Customer Starts With Custom

This article appeared as my column for Connect Magazine in May 2005.

Customer interaction hubs (CIHs) integrate all of an organizations customer touch points into a single system. As I've considered this idea, it was fairly obvious to me, for example, that most companies could benefit from a tighter integration between their pre-sales portal and their customer service portal. In an earlier column on this topic, I wrote:

As an example of kind of customer sales tool I'm thinking of, the other day, I was on the Comcast site trying to see if they now have service in my neighborhood. I was answering various questions and getting information back from the site when I realized that there was precious little difference, either technically or conceptually, from a pure-play post-sales customer service portal and Comcast's pre-sales tool. Pre-sales or post-sales, the customer interaction ought to be coordinated and integrated to give the best experience.

Recently, however, a story in CIO magazine about Enterprise Value Award winners (see "Nice Doing Business With You," CIO Magazine, Feb 15, 2005) turned me on to a whole new level of understanding about what the term "customer interaction hub" might mean. The most important things to get straight: "customer starts with custom."

What was different about the four companies featured in the article, Foley & Lardner, ABF Freight Systems, AT&T, and ConocoPhillips, is that they have found ways to let their customers use the company's back-end systems--the ones that manage the business processes--to create customer solutions.

For example, the article talks about law firm Foley and Lardner's system for creating custom extranets for its clients. As an example, they created one for Textron's resort and golf properties division that includes state-specific checklists of buyer and seller transactions and documents, including contracts and nondisclosure agreements. The firm keeps these documents up-to-date for each state. Textron uses the site to do much of its own due diligence and Foley oversees the transactions and offers advice as needed.

The article tells a similar take about shipper ABF. ABF allows their customers to reroute shipments enroute, if necessary. The online application feeds directly into ABF's back-end shipping systems. Rather than sending a fax, or calling someone, ABF customers can manage their shipments themselves.

There's a definite Web services flavor to much of this. The lubricant division at ConocoPhillips will accept orders directly from customer ERP systems. Both AT&T and ABF use XML to tie their systems to those of their customers. ABF customers can pull shipping data, in XML, out of ABF's systems in real-time, allowing them to incorporate shipping applications into their own Web sites or back-office systems. AT&T sends network status information to customers, again as XML, in near real-time. Again, customers can use this to integrate AT&T functionality into their own systems.

In each of these examples, customers are getting custom solutions and are able to reach inside the company and affect the back-end processes that make the business run. In some cases, the solutions are sophisticated Web services, but in others, they're just Web sites that are closely integrated with the business processes that customers care about.

The article lists four critical customer self-service success factors: Remove humans from routine business processes to reduce the risk of error, link customers' systems directly into yours to increase efficiencies, listen to what customers want and need, and gear the systems to customers' level of tech savvy.

These are good, but I think there are pre-requisites to even those. First, get your base services, like desktops and networks, in order. You can't pro-actively add value to customer interactions if you're constantly putting out fires at the help-desk.

Second, understand your business processes. You can't add value to business process you don't understand

Third, align your IT systems with your business processes as closely as possible. By this, I don't mean in some abstract way. I mean it literally. If each business process touches a dozen IT systems, you've got no hope of flexibly meeting business demands since every request will involve futzing with the entire infrastructure.

Most importantly, get out of the one-size-fits-all mentality that plagues IT shops and techie thinking. Simply put: Get the custom back into customer.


What this task involves => All of the entries below need repeating exactly, apart from their images.

Information provided =>
# # #

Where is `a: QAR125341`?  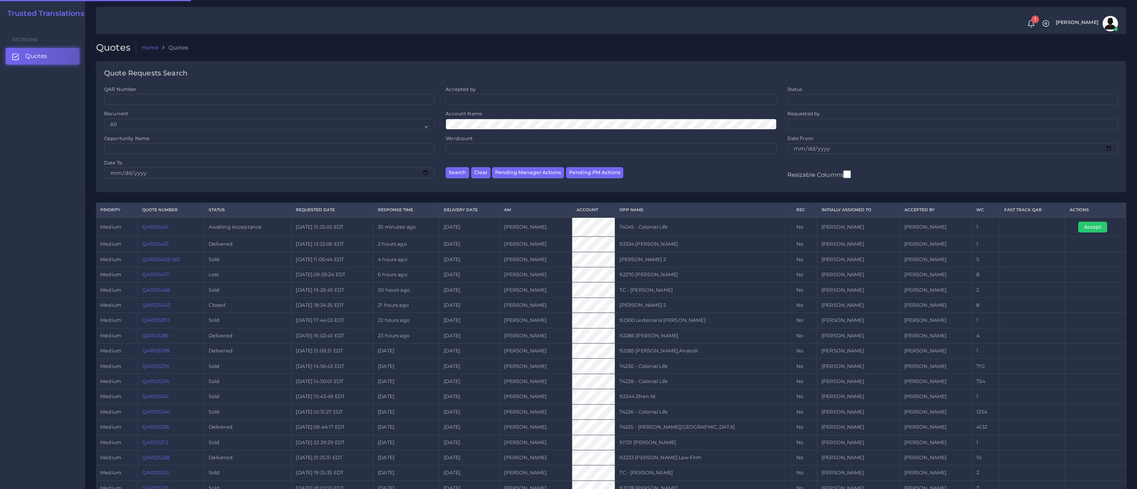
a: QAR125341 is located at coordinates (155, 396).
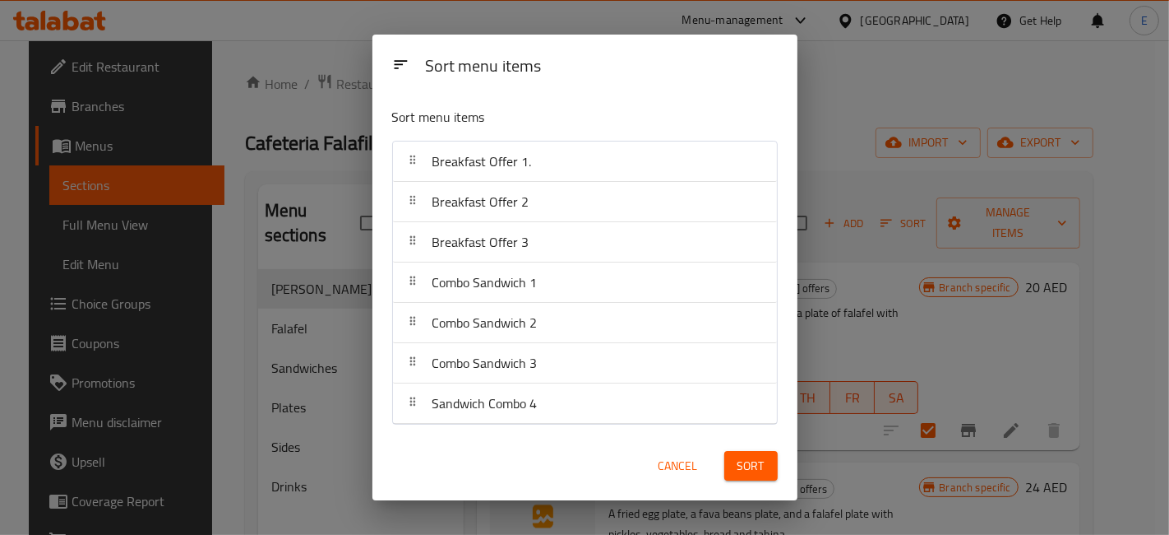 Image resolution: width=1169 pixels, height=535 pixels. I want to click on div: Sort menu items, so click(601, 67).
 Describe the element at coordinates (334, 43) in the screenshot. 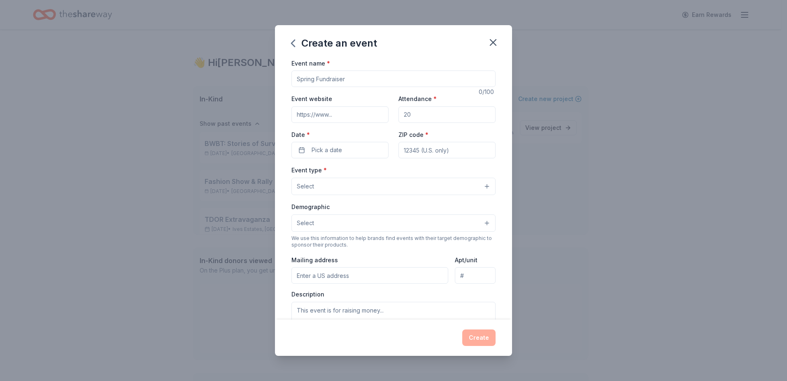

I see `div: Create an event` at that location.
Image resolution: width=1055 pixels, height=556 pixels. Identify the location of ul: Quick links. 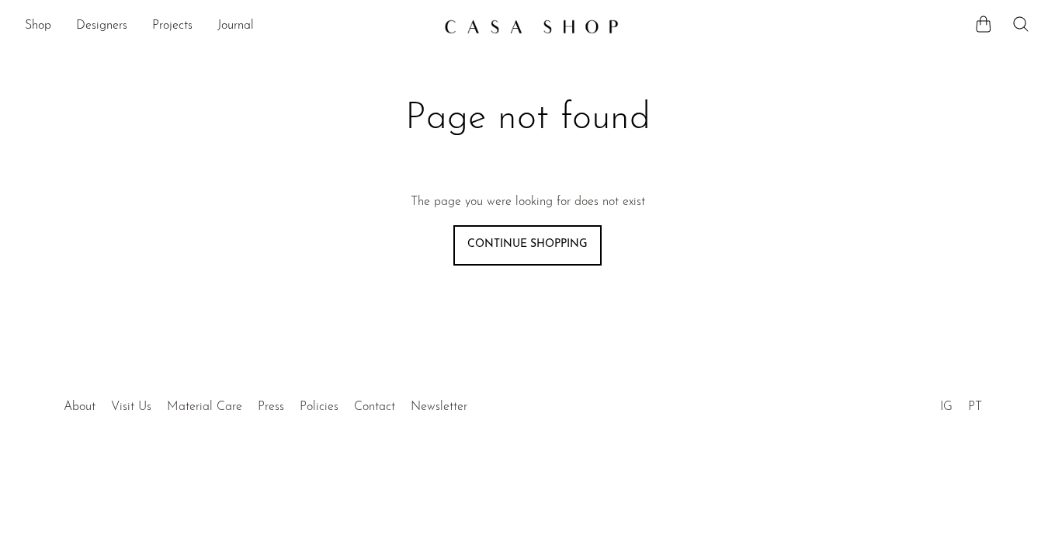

# # #

Answer for this exercise =>
Where is `a: QAR125341`?  
a: QAR125341 is located at coordinates (155, 396).
 Image resolution: width=1169 pixels, height=535 pixels. I want to click on div: Sort menu items, so click(601, 67).
 Describe the element at coordinates (334, 43) in the screenshot. 

I see `div: Create an event` at that location.
Image resolution: width=1055 pixels, height=556 pixels. Identify the location of ul: Quick links. 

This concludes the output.